During the three decades leading up to the Civil War, slavery was on trial in the United States. The legal status of the South’s peculiar institution was placed on trial every time slave cases appeared on federal and state dockets, as lawyers, judges, and juries worked out the technicalities of American slave law. From the imprisonment of abolitionist editor William Lloyd Garrison for libel and the execution of slave revolutionary Nat
Turner for insurrection in the early 1830s to the trials of John Brown and his Harpers Ferry co-conspirators for treason in late 1859, numerous cases involving slavery became causes célèbres in the antebellum United States.

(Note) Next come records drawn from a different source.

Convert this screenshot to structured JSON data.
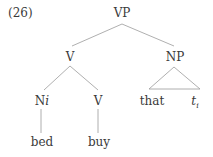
{
  "example_number": "(26)",
  "tree": {
    "root": {
      "label": "VP"
    },
    "v_node": {
      "label": "V"
    },
    "np_node": {
      "label": "NP"
    },
    "n_node": {
      "label": "N",
      "index": "i"
    },
    "v_leaf_node": {
      "label": "V"
    },
    "np_that": {
      "label": "that"
    },
    "np_trace": {
      "label": "t",
      "index": "i"
    },
    "word_bed": {
      "label": "bed"
    },
    "word_buy": {
      "label": "buy"
    }
  },
  "colors": {
    "line": "#9a9a9a",
    "text": "#3a3a3a"
  }
}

Throughout the period, throngs of men and women crowded courtrooms, overflowing into the hallways and the streets outside. Countless others followed the most minute details of famous cases through lengthy trial transcripts published in newspapers and pamphlets. Still others read portrayals of notorious cases in poetry and fiction. Outside the nation’s jammed courthouses, slavery was on trial in another sense, as a new interracial cadre of abolitionists redirected the legal tactics of earlier reformers into the mass medium of print, converting antebellum print culture itself into an alternative tribunal. In this legally saturated climate, those who wished to capture their audiences’ attention resorted to the language of criminal litigation, depicting the slavery controversy as a vast, ongoing trial. But unlike actual court cases, in which enslaved people, Southern slaveholders, and Northern abolitionists tumbled about in a constantly shifting kaleidoscope of legal positions, each of the participants in this imagined trial occupied a fixed role. Figuring slavery as a crime, thosewho conjured this tribunal consistently portrayed slaveholders as perpetrators and defendants, slaves as victims and witnesses, white abolitionists as advocates for the slave, and the American reading public as a court of public opinion.